Friday 17 April 2015

Love never leaves, even if it was only shared for just a moment


It has been quite some time since I last wrote but I felt myself feeling gently urged to enter back into the blogging sphere and so here I am. I have been grieving for a couple of months and perhaps that it why I chose to disappear for a little while for you see the grieving process has taken me quite by surprise. In March of 2014 a lady whose impact and influence on me and onto my general being has far surpassed that of most passed away, her passing had been expected for many years and yet came as quite the surprise because no one truly ever expected her to actually die, it didn't seem like the sort of thing she was going to do having never done it before and she was a creature of habit. Pass away she did and I have been feeling a little strange about it ever since, it's impossible to imagine that she isn't here and sometimes she really isn't but then sometimes she is and it's an odd fact and something I can't explain but I know when she's here and I know when she isn't.

Thursday 9 April 2015

Feeling Fruity


 
 I heard once that it takes 30 days to make a new idea a habit, so I'd like to congratulate myself on my recently developed but now stable habits. I have, after many years, managed to develop a routine that really seems to suit me. My routine is of course centred around food and eating the right food at the right time. I have finally started to really understand the benefits of fruit and have over the last few months begun to eat a lot of varying fruits, not only fruit but I have also invited many different types of vegetables into my daily life by way of balanced and nutritional soups.
 
  Why is she making such a song and dance about this you may be asking yourself.

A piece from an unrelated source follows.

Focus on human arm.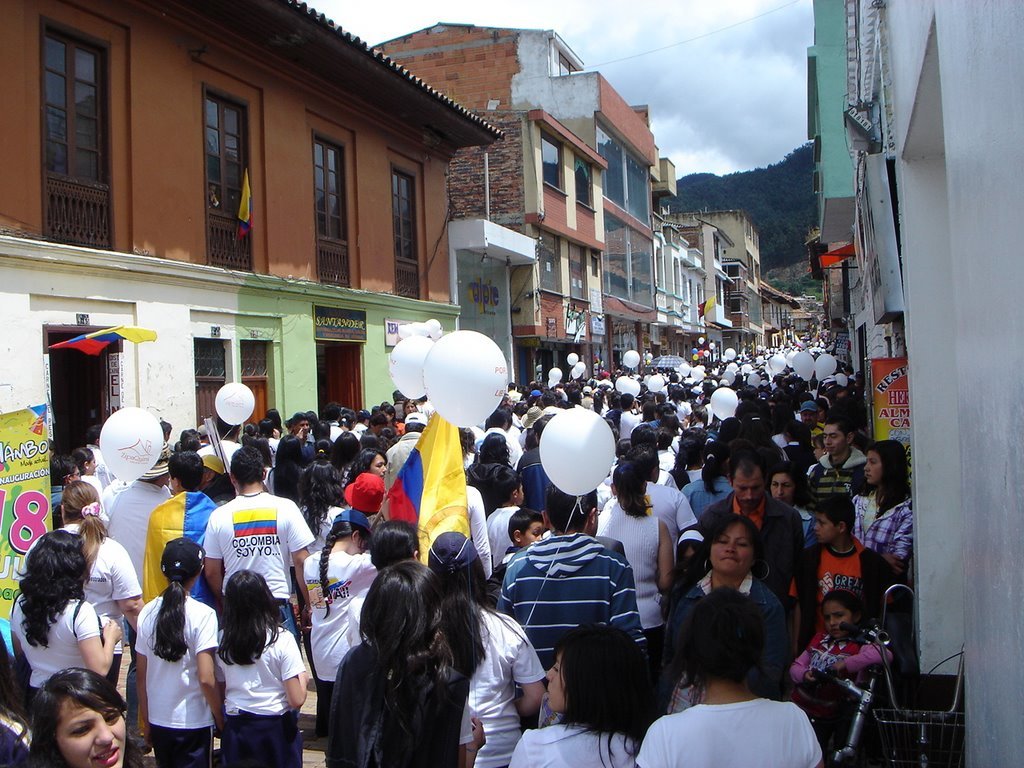
Focused at (x1=279, y1=639, x2=308, y2=710).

Welllllll dear readers I am making a song and a dance about this because I have spent my life yoyoing from one weight to the next but I haven't yoyo'd anywhere for a few months. I haven't gained weight and I haven't lost weight. I've stayed at the same weight, the heaviest I've ever been but also the healthiest I've ever felt. I've got more energy, I've got more drive, I've got more of lots of things so now that I know how to maintain weight and I also know how to lose it I'm going to get on with the losing it bit. Gone is the toast when I'm hungry, goodbye to the beautiful croquettas, adios to the delicious yet incredibly sugary café con leches that definitely spice up my afternoons a bit. No more vegetables cooked in copious amounts of olive oil and the alcoholic drinking binges are over. Hello to fruit salads during the long break between lunch and supper, fruity herbal teas while I study Spanish during a break at work and a warm welcome to vegetables sautéed in their natural juices. Had I made all of these changes in a day, they wouldn't have lasted and I knew that so I spaced them out and now they feel rather habitual.
  I decided to kick off my new ways by focussing on what I consume. I'm satisfied with that now so I've moved onto exercise. I do some simple stretches before bed, the idea is to improve my muscle strength so that when I purchase a road bike I shall find cycling through rough terrain pleasurable. I've started to think about yoga and just found myself a nice 30 day training course on YouTube. I'm going to start it at the weekend, I shall have to go about finding my centre for this new venture. I'm looking forward to it.
  I had a bit of a moment at Christmas you see, I always have moments over the Christmas period and I've been opting to live a calm life ever since. I thought that it might be nice to start living a very natural life, I've been learning about the health benefits of foods and spices. I really quite fancy being a bit spiritual to be honest with you. I've come to accept myself for who I am you see and who I am is a bit scatty, a bit spontaneous and a bit moody. I'm also a dreamer with a careful side, I'm a worrier, I often compromise my dreams for the sake of feeling safe. I'm a natural risk taker but I've stopped taking risks and I don't think I'll ever be punctual. I watch Coronation Street and do cross stitch patterns 90% of the time when I'm awake at home and I spend the other 10% whatsapping my mother. I really like doing my washing, particularly towels. These are my ingredients, they make me who I am and every now and again I add a new ingredient, sometimes I keep it and sometimes I decide it doesn't flavour my cake properly.
Image result for katy perry roar elephant  I think I'll stick with fruit salads, fruit teas (I'm even going to get myself a nice tea glass) and stretching. I think I'll carry on watching Coronation Street while I make nice soups and whatsapp my mother. I daresay that I'll enjoy yoga and I'm looking forward to getting myself a decent pushbike. I can let the towels dry whilst I go out for a nice bike ride. To be quite honest with you, my focus is to remain nice and calm and fill myself up with good stuff. Katy Perry made a relevant point when she put her Roar video out there. Katy doesn't go storming board rooms or making herself well known in her Roar video, she doesn't make a fuss. Katy just gets very good at living in the jungle, she enjoys it, she makes friends with an elephant. It struck me while I was watching Katy Perry be fabulous in the video to Roar that she dedicates her time to living in her environment and with such dedication to embracing life and all of the things in it comes contentment and with this contentment the ability to say goodbye to the past habits that once repeatedly brought you down and a happy reunion with the supple, flexible size 10 that was hiding inside all along.


Wednesday 21 January 2015

One's Own Company


  I have heard it said as I suppose many others have heard it said that you can't be happy with another person until you really like yourself. I think a very good test of this theory is to live on your own, that is without family and without flat mates. I have lived in various accommodations in my time by myself but never in a fully fledged and functioning home had I truly lived alone until August of 2014.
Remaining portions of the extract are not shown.